During 1943, aircraft took off from Natal every three minutes. The city — South America's closest point to Africa, roughly 3,000 kilometres across the Atlantic — had become the world's busiest airport. Roosevelt called it the Trampoline to Victory. Parnamirim Field staged Allied operations across Africa and Europe. Natal's population doubled from 40,000 to 80,000 in three years. Then the Americans closed the base, and the city collapsed into what one historian described as a local economic crisis and more than a few half-American babies.
That boom-bust cycle was not an anomaly. It was a preview of Natal's recurring economic pattern: geographic extremity attracts a single dominant patron, the patron transforms the city, then the patron leaves or the resource shifts, and Natal reinvents from scratch.

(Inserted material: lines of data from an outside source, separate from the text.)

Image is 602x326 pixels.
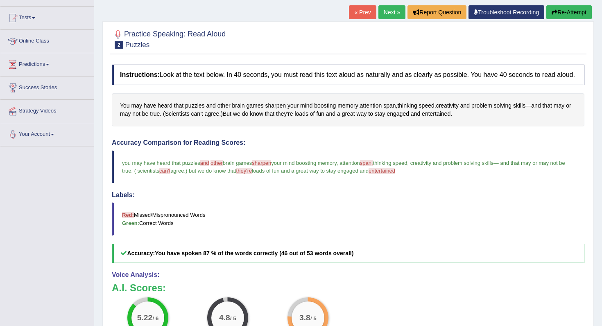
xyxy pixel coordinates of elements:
span: Click to see word definition [300,102,313,110]
b: Green: [122,220,139,227]
small: / 5 [310,316,317,322]
h5: Accuracy: [112,244,584,263]
a: Troubleshoot Recording [469,5,544,19]
small: / 6 [152,316,159,322]
span: and that may or may not be true [122,160,566,174]
a: Tests [0,7,94,27]
span: Click to see word definition [265,102,286,110]
h4: Accuracy Comparison for Reading Scores: [112,139,584,147]
span: creativity and problem solving skills [410,160,494,166]
span: Click to see word definition [326,110,335,118]
span: Click to see word definition [368,110,373,118]
a: Predictions [0,53,94,74]
span: Click to see word definition [276,110,293,118]
span: Click to see word definition [419,102,435,110]
span: Click to see word definition [132,110,140,118]
span: Click to see word definition [120,110,131,118]
h4: Look at the text below. In 40 seconds, you must read this text aloud as naturally and as clearly ... [112,65,584,85]
span: Click to see word definition [513,102,526,110]
button: Report Question [408,5,467,19]
span: Click to see word definition [422,110,451,118]
span: Click to see word definition [471,102,492,110]
span: Click to see word definition [375,110,385,118]
span: Click to see word definition [494,102,512,110]
span: Click to see word definition [232,102,245,110]
span: Click to see word definition [250,110,263,118]
b: Red: [122,212,134,218]
span: they're [236,168,252,174]
span: entertained [369,168,395,174]
span: Click to see word definition [411,110,420,118]
small: / 5 [230,316,236,322]
span: Click to see word definition [223,110,231,118]
span: Click to see word definition [357,110,367,118]
a: Online Class [0,30,94,50]
big: 5.22 [137,314,152,323]
span: sharpen [252,160,271,166]
span: Click to see word definition [247,102,264,110]
span: Click to see word definition [342,110,355,118]
span: other [211,160,223,166]
b: A.I. Scores: [112,283,166,294]
a: « Prev [349,5,376,19]
h4: Voice Analysis: [112,272,584,279]
span: Click to see word definition [436,102,459,110]
span: Click to see word definition [387,110,409,118]
span: Click to see word definition [142,110,149,118]
big: 4.8 [220,314,231,323]
span: Click to see word definition [150,110,160,118]
span: Click to see word definition [383,102,396,110]
span: your mind boosting memory [271,160,336,166]
span: can't [159,168,170,174]
span: Click to see word definition [460,102,470,110]
span: Click to see word definition [242,110,249,118]
span: Click to see word definition [233,110,240,118]
span: thinking speed [373,160,408,166]
span: , [408,160,409,166]
button: Re-Attempt [546,5,592,19]
big: 3.8 [299,314,310,323]
span: , [337,160,338,166]
span: span, [360,160,373,166]
span: Click to see word definition [288,102,299,110]
span: Click to see word definition [158,102,172,110]
span: Click to see word definition [397,102,417,110]
span: Click to see word definition [295,110,308,118]
span: 2 [115,41,123,49]
div: , , , — . ( .) . [112,93,584,127]
span: Click to see word definition [314,102,336,110]
span: agree [170,168,184,174]
span: Click to see word definition [338,102,358,110]
span: Click to see word definition [543,102,552,110]
span: Click to see word definition [265,110,274,118]
span: Click to see word definition [131,102,142,110]
span: Click to see word definition [185,102,204,110]
span: Click to see word definition [316,110,324,118]
span: Click to see word definition [531,102,541,110]
span: Click to see word definition [206,102,215,110]
span: — [494,160,499,166]
span: loads of fun and a great way to stay engaged and [252,168,369,174]
blockquote: Missed/Mispronounced Words Correct Words [112,203,584,236]
span: Click to see word definition [360,102,382,110]
h2: Practice Speaking: Read Aloud [112,28,226,49]
span: Click to see word definition [337,110,340,118]
small: Puzzles [125,41,150,49]
span: Click to see word definition [310,110,315,118]
b: You have spoken 87 % of the words correctly (46 out of 53 words overall) [155,250,353,257]
span: Click to see word definition [217,102,231,110]
a: Success Stories [0,77,94,97]
span: Click to see word definition [554,102,564,110]
span: Click to see word definition [205,110,220,118]
b: Instructions: [120,71,160,78]
span: brain games [223,160,252,166]
a: Your Account [0,123,94,144]
a: Strategy Videos [0,100,94,120]
span: you may have heard that puzzles [122,160,200,166]
span: Click to see word definition [191,110,203,118]
span: Click to see word definition [165,110,190,118]
span: .) [184,168,187,174]
span: Click to see word definition [566,102,571,110]
span: Click to see word definition [120,102,130,110]
span: Click to see word definition [174,102,183,110]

The second cycle was tourism. Natal's beaches — Ponta Negra, Genipabu's dune fields, the 400-kilometre coastline that tourism boards market as having South America's purest air — built a service economy that became the city's primary industry. The concentration risk is identical to the wartime pattern: one sector, externally dependent, vulnerable to shocks that Natal cannot control.
The third cycle is forming now. Rio Grande do Norte generates 99% of its electricity from renewables, predominantly wind, making it Brazil's largest wind energy producer. The state attracted roughly $10 billion in energy investment in 2024 alone, creating 13,000 jobs. Brazil's first offshore wind pilot project is licensed at Areia Branca, along the state's coast. Green hydrogen production is in the pipeline. The same geographic extremity that made Natal the shortest Atlantic crossing for bombers now makes it the optimal site for wind turbines: consistent coastal trade winds, flat terrain, and proximity to export shipping lanes.

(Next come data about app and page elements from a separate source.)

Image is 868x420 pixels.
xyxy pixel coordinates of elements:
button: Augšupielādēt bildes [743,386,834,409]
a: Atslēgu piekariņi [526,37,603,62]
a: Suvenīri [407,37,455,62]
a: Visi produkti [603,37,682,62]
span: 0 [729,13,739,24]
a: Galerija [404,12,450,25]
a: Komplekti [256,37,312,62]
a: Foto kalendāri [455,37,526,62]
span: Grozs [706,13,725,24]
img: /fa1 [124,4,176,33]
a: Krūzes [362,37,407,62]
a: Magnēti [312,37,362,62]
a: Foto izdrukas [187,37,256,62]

The biological mechanism is serial phase transition driven by a single geographic advantage expressed through different technologies. The constant is position: the nearest American landfall to Africa and Europe. The variable is what that position is worth in each era. In the 1940s, it was worth an airfield. In the 1990s, it was worth a beach resort. In the 2020s, it is worth a wind farm.

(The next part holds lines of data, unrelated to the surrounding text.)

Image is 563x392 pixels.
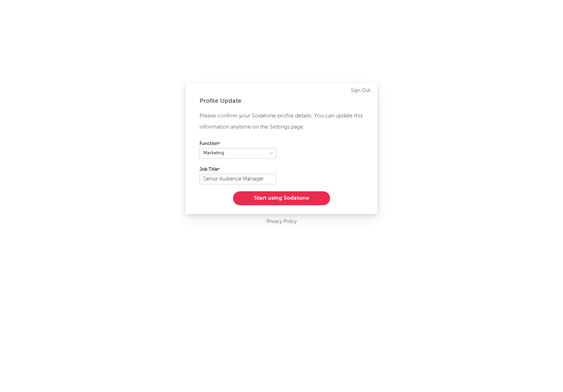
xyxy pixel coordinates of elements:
[199,140,276,148] label: Function
[199,111,364,133] p: Please confirm your Sodatone profile details. You can update this information anytime on the Sett...
[266,218,297,226] a: Privacy Policy
[233,191,330,205] button: Start using Sodatone
[351,87,371,95] a: Sign Out
[199,166,276,174] label: Job Title
[199,97,364,106] div: Profile Update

Whether the energy cycle breaks the pattern depends on something the previous cycles lacked: local ownership of the productive asset. US bombers left. Tourists can choose other beaches. But wind is not a patron that can withdraw. The resource is geological and meteorological, not contractual. If Natal's third transformation holds, it will be because the city finally matched its geographic advantage to an energy source that cannot relocate.